Many of Baker’s previous films have explored the lives of people selling sex, from trans street sex workers Sin-Dee and Alexandra in his breakout feature Tangerine, to fading male porn actor Mikey in Red Rocket. His work on Anora has brought to the forefront the ways in which sex workers have been threaded throughout the film’s production as experts. Andrea Werhun, author of the book Modern Whore, was a creative consultant. Choreographer and former stripper, Kennady Schneider taught Madison how to pole dance. Strip club dancers were hired as extras throughout the production (a stark contrast to some other recent films, where working dancers were excluded from their clubs for a week or longer, without any compensation for loss of pay), while others, including Lindsey Normington and Luna Sofía Miranda, held notable featured roles. In September, a special screening of the film was held for sex workers. When the film ended, they didn’t applaud, but clipped their Pleaser heels together in appreciation.

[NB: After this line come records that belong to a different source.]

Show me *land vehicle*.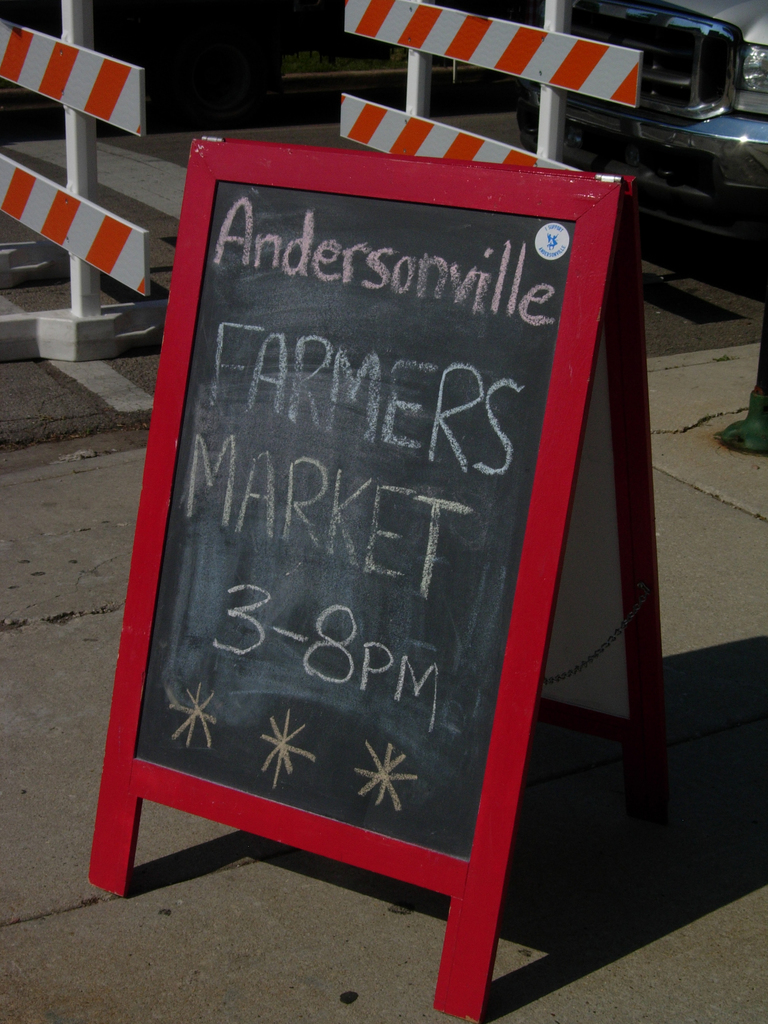
*land vehicle* is here: BBox(513, 0, 767, 252).
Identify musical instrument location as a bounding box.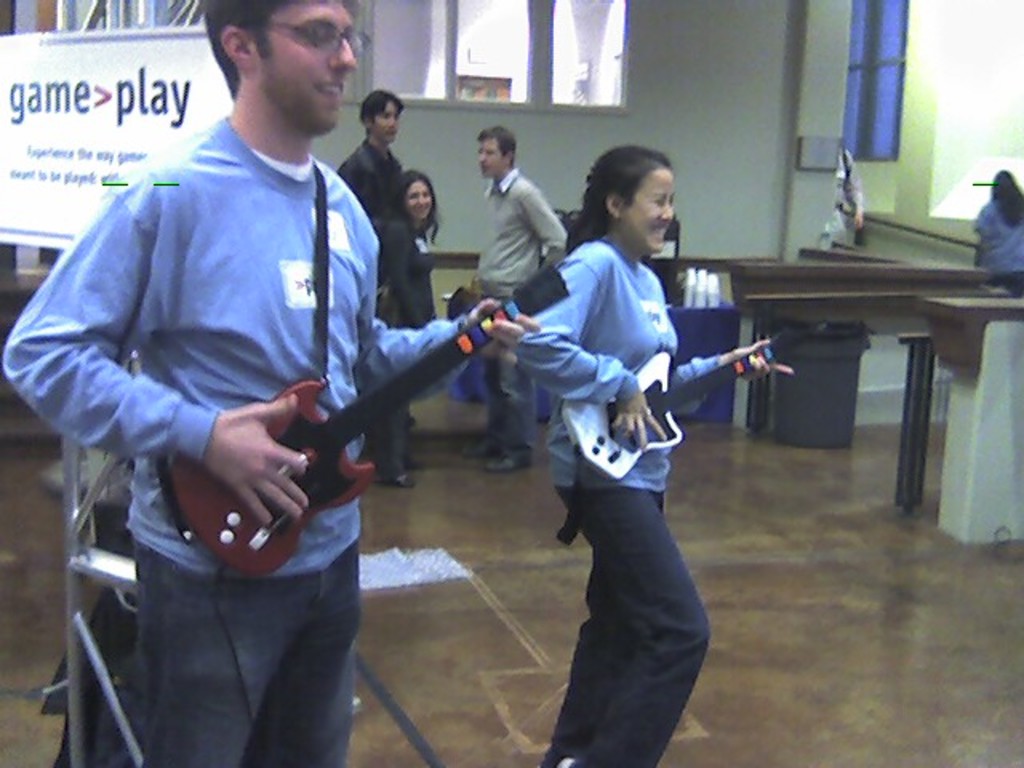
{"left": 160, "top": 160, "right": 573, "bottom": 579}.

In a refreshing change, sex workers were embedded as experts throughout the film process, rather than as people whose stories were simply to be extracted.
When Baker, too, stood on the Oscars stage last night and accepted his award for Best Editing (one of four that he went on to win over the course of the evening), | was once again cheering as he acknowledged sex workers in his speech: “I want to thank the sex worker community. They have shared their stories, they have shared their life experiences with me over the years. My deepest respect. Thank you. I share this with you.”
Madison, too, once again used her Best Actress win to acknowledge the community, saying, “I also just want to again recognise and honour the sex worker community. I will continue to support and be an ally. All of the incredible people, the women I’ve had the privilege of meeting from that community, has been one of the highlights of this entire incredible experience.” As an interesting coincidence, this is the second year in a row that the Best Actress winner has portrayed a sex worker in their film after Emma Stone’s win for Poor Things (another film which explicitly addresses the role of capitalism in sex work, as she spurns her suitor telling him, “we are our own means of production. Now go away.”)
Seeing sex workers described as “deserving respect and human decency”, worthy of “deepest respect” and “incredible people” was a revelation. While I know these things and see them every day amongst my friends and colleagues, so rarely are they ever acknowledged by anyone who is not a sex worker themselves, and never on a platform quite so huge. When sex workers are so often talked over, and not to; when they are denied the ability to tell their own stories; when they are reduced to tropes and stereotypes; when they are excluded from tables of political power: to invite them in and honour them is a radical act. It should not have to be.
Movements, particularly those which are formed around the rights of people from marginalised groups, can only flourish with allies. People who experience systemic disempowerment gain power under our current systems when those who have it, share it, and for that to happen, they must be deemed worthy of sharing power with. For those not involved in the community, sex workers’ rights may be a fringe issue. For sex workers, it’s life and death.
If Anora, and if Madison and Baker’s acknowledgements, encourage more people to become sex worker allies, to uplift their movements, and to champion their rights, I hope that that can play a small role in addressing the changes needed to improve our lives.
About the Author
Rosie Hodsdon is part of the Sounddelivery Media Spokesperson Network and works for Basis Yorkshire, advocating for the rights of sex workers. She is currently working on a project specifically around support for sex workers who have experienced harm and violence. She is also a researcher and former academic.